Well, there are going to be lazy hospitals… and bad insurance programs that really don’t want to pay and do everything they can to get out of it. Just like there are in the US.
Heck. Look at the web page of this “Medical Audit Professionals”.
“We work for your profit”
“Our goal is to provide you with services, and tools that preserve the company and individual assets while helping to improve profitability”
“Our company is comprised of a team of experts in the financial medical cost containment and insurance business industry”
Whose side are they on, I wonder. Oh yes I know all insurers are looking out for their profits and and for fraud and the like. But is there any counterbalance? Where is the sales and marketing side to point out to a common boss that looking like assholes when push comes to shove isn’t necessarily a good idea? I think a common thread of all of these “fintech”-like “insurers” is that they’re tech/marketing shells over third party services with fairly thin resources. It sounds good but is that really want you wanted?
And then there is just the factor of “I am in pain NOW and I ended up HERE and didn’t have a choice in the matter because I was unconscious/wigged out/etc”. One insurer may do and have as you say. Another one might well do a shoddy job of it. And how do you know before signing up?
I don’t know. My wife had a really bad accident in Scotland. There was no time to call ahead, or to wait for a MAP. You went to the ER and the bill was going to be whatever the hell it was going to be. The last thing you’re thinking about is whether your insurer is going to pay for this. I called UHC after the fact, got an RN in 5 minutes, and found there was zero question of who was paying and that RN ended up fighting with NHS because NHS refused to let her leave out of fear of a blood clot in her lung even though UHC knew that and had arranged special pressurized medjet to get her out - when the cheapest thing to do was let NHS deal with it. It was dead clear whose side she was on. The only real thing that was hard was her asking “so where do you want to go” and she didn’t offer much advice. But I suppose that, when your choices are Mount Sinai, NYU-Langone, and NYP/Weill Cornell, did it really truly matter?
(As an aside. These are things people don’t normally think about - where WOULD you go if you needed something serious? I certainly never had. Now, we know we prefer NYP/Cornell system though we wish we’d picked HSS.)
In the end, stupidly, I DID have to pay NHS and get reimbursed, which sucked. But I think it was because NHS wasn’t going to let UHC pay. I forget. But it may well have been UHC policy, too.
(Once I was back, of course, I had to deal with all the US standard bullcrap of getting surprise out of network docs and bad billing and all that, but that’s just the standard US experience, and not what we’re talking about here. Though in Weill Cornell’s defense, they handed us to their one trauma-specialist plastic surgeon, clearly their best person, he even ran a lab doing research on new tech for dealing with trauma injuries - not a common thing in that field, sadly. And it wasn’t his fault that our UHC policy had a terrible method for rating payment for out of network docs.)
I guess all this is a lot easier than your situation though. NHS is going to charge whatever it’s going to charge, and there’s no real questions in anyone’s mind about whether they should cover or what the bill would be or choice of doctor. And yes, I pay through the nose for that policy. Well, my employer does, same diff.
But one core takeaway is yes, you really want a high-limit credit card or you’re taking your chances. If this had happened in UAE with a hospital demanding payment up front, with a policy demanding you pay and get reimbursed (and I’m sure some do)? And those of you digital nomads looking for bargain policies… it’s ok if you want to take that chance, but beware that you may well be getting what you pay for. Safety Wing depending on a third party means you’re not really dealing with the people making the serious decisions until maybe far too late. Whereas that UHC RN was clearly able to speak for and commit all of the resources of UHC right then and there, she owned the case until we got home and my wife was safely ensconced in a bed and she made sure of it. There never was a real question. I go abroad now knowing exactly where I stand. I suppose this sounds like an ad for UHC. It’s not meant to be, it’s meant to be an example of what “right” looks like, in contrast to this person’s experience.
I understand getting high limit offshore cards can be a problem. I think you can find banks that will do it if you can secure it with cash. But that isn’t an option for everyone. Call it a downside of the nomad lifestyle - you’re cutting ties, and that has consequences as well as benefits. For folks from some countries, maybe those benefits are somewhere between not-great and non-existent, of course, and it’s easy. But for others, those consequences may not be obvious. Especially those of us from the first world. We make lots of assumptions about our health based on “we’re healthy” and our country’s resources, and it’s super easy to ignore those tail risks because that’s what humans often do… it’s maybe worth thinking through what assumptions we’re unconsciously making and what we might be giving up and how we really feel about that.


Directions for this task | Every record must be given again word for word; no picture belongs in the copy.

Dataset entries on figures:
──────────

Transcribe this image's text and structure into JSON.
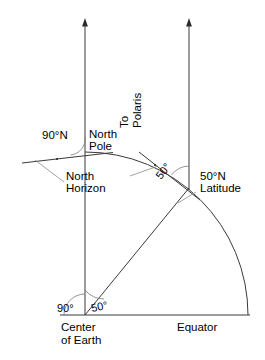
{
  "figure": {
    "background_color": "#ffffff",
    "line_color": "#3a3a3a",
    "thin_line_color": "#7a7a7a",
    "text_color": "#000000"
  },
  "labels": {
    "to_polaris": "To\nPolaris",
    "to_polaris_line1": "To",
    "to_polaris_line2": "Polaris",
    "pole_latitude": "90°N",
    "north_pole_line1": "North",
    "north_pole_line2": "Pole",
    "north_horizon_line1": "North",
    "north_horizon_line2": "Horizon",
    "latitude_50_line1": "50°N",
    "latitude_50_line2": "Latitude",
    "tangent_angle": "50°",
    "center_angle_right": "90°",
    "center_angle_left": "50°",
    "center_of_earth_line1": "Center",
    "center_of_earth_line2": "of Earth",
    "equator": "Equator"
  },
  "geometry": {
    "center_of_earth": {
      "x": 85,
      "y": 315
    },
    "earth_radius": 163,
    "pole_point": {
      "x": 85,
      "y": 152
    },
    "latitude_point": {
      "x": 189,
      "y": 188
    },
    "equator_point": {
      "x": 248,
      "y": 315
    },
    "latitude_degrees": 50,
    "pole_degrees": 90,
    "polar_axis_x": 85,
    "polaris_ray_x": 189,
    "equator_line_y": 315,
    "equator_line_x1": 60,
    "equator_line_x2": 250,
    "axis_top_y": 20
  },
  "annotations": {
    "angle_at_center_to_equator": "90°",
    "angle_latitude_at_center": "50°",
    "angle_polaris_altitude": "50°",
    "pole_altitude": "90°N"
  }
}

──────────

Answer section |
Transcribe this image's text and structure into JSON.
{
  "figure": {
    "background_color": "#ffffff",
    "line_color": "#3a3a3a",
    "thin_line_color": "#7a7a7a",
    "text_color": "#000000"
  },
  "labels": {
    "to_polaris": "To\nPolaris",
    "to_polaris_line1": "To",
    "to_polaris_line2": "Polaris",
    "pole_latitude": "90°N",
    "north_pole_line1": "North",
    "north_pole_line2": "Pole",
    "north_horizon_line1": "North",
    "north_horizon_line2": "Horizon",
    "latitude_50_line1": "50°N",
    "latitude_50_line2": "Latitude",
    "tangent_angle": "50°",
    "center_angle_right": "90°",
    "center_angle_left": "50°",
    "center_of_earth_line1": "Center",
    "center_of_earth_line2": "of Earth",
    "equator": "Equator"
  },
  "geometry": {
    "center_of_earth": {
      "x": 85,
      "y": 315
    },
    "earth_radius": 163,
    "pole_point": {
      "x": 85,
      "y": 152
    },
    "latitude_point": {
      "x": 189,
      "y": 188
    },
    "equator_point": {
      "x": 248,
      "y": 315
    },
    "latitude_degrees": 50,
    "pole_degrees": 90,
    "polar_axis_x": 85,
    "polaris_ray_x": 189,
    "equator_line_y": 315,
    "equator_line_x1": 60,
    "equator_line_x2": 250,
    "axis_top_y": 20
  },
  "annotations": {
    "angle_at_center_to_equator": "90°",
    "angle_latitude_at_center": "50°",
    "angle_polaris_altitude": "50°",
    "pole_altitude": "90°N"
  }
}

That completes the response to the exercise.